The two colleges will now be at the forefront of the drive to lower re-offending rates among prisoners, estimated to cost the UK taxpayer pound;11 billion. The development of learning and skills is seen as making a key contribution to cutting down on re-offending.

Janet Lowe, principal of Lauder college, said prisoners could benefit from education, particularly if they gained the core skills needed for employment, specifically literacy and numeracy.

Gary Waddell, learning and skills adviser to the Scottish Prison Service, suggested “huge progress” had already been made in the provision of learning in prisons, and the colleges’ contribution would reinforce that.

Despite the optimism, however, a committee of MPs at Westminster reported at the end of last month that half of the inmates in English jails lacked the skills needed for 96 per cent of jobs available on their release.

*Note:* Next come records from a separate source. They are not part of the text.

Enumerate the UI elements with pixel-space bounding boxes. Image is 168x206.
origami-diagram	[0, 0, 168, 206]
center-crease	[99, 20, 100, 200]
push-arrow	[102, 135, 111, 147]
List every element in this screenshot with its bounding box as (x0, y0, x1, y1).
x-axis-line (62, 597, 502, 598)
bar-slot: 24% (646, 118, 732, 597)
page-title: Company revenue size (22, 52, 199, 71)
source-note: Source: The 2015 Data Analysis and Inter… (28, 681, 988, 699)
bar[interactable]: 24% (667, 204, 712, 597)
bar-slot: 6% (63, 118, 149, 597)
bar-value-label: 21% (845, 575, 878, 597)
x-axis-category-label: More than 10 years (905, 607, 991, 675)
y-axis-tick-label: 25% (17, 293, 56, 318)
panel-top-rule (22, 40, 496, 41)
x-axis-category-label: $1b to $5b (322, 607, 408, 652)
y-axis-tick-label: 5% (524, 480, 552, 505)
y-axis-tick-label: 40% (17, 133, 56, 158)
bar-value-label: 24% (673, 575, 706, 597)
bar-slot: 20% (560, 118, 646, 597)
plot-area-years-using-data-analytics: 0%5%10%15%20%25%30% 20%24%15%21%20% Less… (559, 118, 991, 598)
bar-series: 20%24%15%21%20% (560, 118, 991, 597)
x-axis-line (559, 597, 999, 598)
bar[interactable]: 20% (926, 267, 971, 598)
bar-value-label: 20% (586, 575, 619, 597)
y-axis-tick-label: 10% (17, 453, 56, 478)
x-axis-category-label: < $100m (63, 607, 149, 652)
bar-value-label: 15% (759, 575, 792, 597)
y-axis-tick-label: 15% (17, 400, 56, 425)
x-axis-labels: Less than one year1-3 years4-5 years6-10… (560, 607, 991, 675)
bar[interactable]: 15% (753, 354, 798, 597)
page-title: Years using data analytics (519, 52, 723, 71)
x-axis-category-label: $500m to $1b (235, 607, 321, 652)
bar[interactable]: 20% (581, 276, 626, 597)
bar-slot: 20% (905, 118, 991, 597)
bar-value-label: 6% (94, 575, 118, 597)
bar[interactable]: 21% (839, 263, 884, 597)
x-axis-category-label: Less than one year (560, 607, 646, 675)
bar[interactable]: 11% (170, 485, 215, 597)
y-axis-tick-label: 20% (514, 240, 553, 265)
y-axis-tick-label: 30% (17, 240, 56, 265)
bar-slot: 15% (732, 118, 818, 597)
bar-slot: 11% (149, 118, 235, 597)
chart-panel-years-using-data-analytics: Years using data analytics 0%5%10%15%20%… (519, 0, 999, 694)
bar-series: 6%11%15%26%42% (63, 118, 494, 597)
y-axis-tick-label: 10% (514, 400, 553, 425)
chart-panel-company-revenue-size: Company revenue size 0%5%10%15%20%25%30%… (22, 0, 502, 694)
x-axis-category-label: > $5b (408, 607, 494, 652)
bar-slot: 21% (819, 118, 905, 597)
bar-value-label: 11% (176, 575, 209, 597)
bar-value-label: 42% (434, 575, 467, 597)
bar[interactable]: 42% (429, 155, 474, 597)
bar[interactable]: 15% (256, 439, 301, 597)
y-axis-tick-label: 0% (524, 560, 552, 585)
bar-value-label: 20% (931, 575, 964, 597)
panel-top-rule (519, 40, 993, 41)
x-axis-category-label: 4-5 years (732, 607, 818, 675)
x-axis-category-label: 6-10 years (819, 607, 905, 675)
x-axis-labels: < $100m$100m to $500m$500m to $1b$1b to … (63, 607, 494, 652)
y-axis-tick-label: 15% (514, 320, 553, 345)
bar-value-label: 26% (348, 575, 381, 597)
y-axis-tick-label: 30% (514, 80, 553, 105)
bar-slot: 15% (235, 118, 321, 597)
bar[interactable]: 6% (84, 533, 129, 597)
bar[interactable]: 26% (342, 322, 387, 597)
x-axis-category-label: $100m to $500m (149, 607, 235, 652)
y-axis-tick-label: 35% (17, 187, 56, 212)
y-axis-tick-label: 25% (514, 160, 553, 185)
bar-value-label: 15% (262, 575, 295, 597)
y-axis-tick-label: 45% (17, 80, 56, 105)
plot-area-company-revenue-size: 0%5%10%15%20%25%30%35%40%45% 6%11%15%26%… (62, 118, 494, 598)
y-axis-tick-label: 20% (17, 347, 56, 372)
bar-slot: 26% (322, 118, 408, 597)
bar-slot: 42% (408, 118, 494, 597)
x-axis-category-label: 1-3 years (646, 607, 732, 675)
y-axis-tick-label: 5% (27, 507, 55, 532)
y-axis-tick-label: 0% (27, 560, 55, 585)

Only a third had access to formal education, lasting on average nine hours a week, the Commons education select committee stated. It also revealed that just 31 out of 75,000 prisoners had access to the internet for learning purposes. And more than half of male prisoners had no qualifications.

Barry Sheerman, the Labour backbencher who chairs the committee, said:

“Although the Government has increased resources for prison education, it has not fully met its manifesto commitment to ‘dramatically increase the quality and quantity of education provision.’ ” He added: “If prisoners are to find a real alternative to crime on their release, then prisons will have to dramatically improve their provision.

Prisoners need high-quality teaching that is suited to their individual needs.”

The MPs found that prison officers gave a low priority to education and that inmates were paid more to do “repetitive work in workshops” than for joining learning programmes.

Steve Taylor, director of the Forum on Prisoner Education in England and Wales, criticised “the unremitting diet of basic skills” for prisoner education, which was not based on any real measure of individual need.

Mr Taylor told The TESS that his impression is that the position was worse in Scotland, largely because of fewer resources. The total budget for prisoner education in Scotland could be spent on one prison in England. He also suggested the political will to make prisoner education a priority was not so strong in Scotland.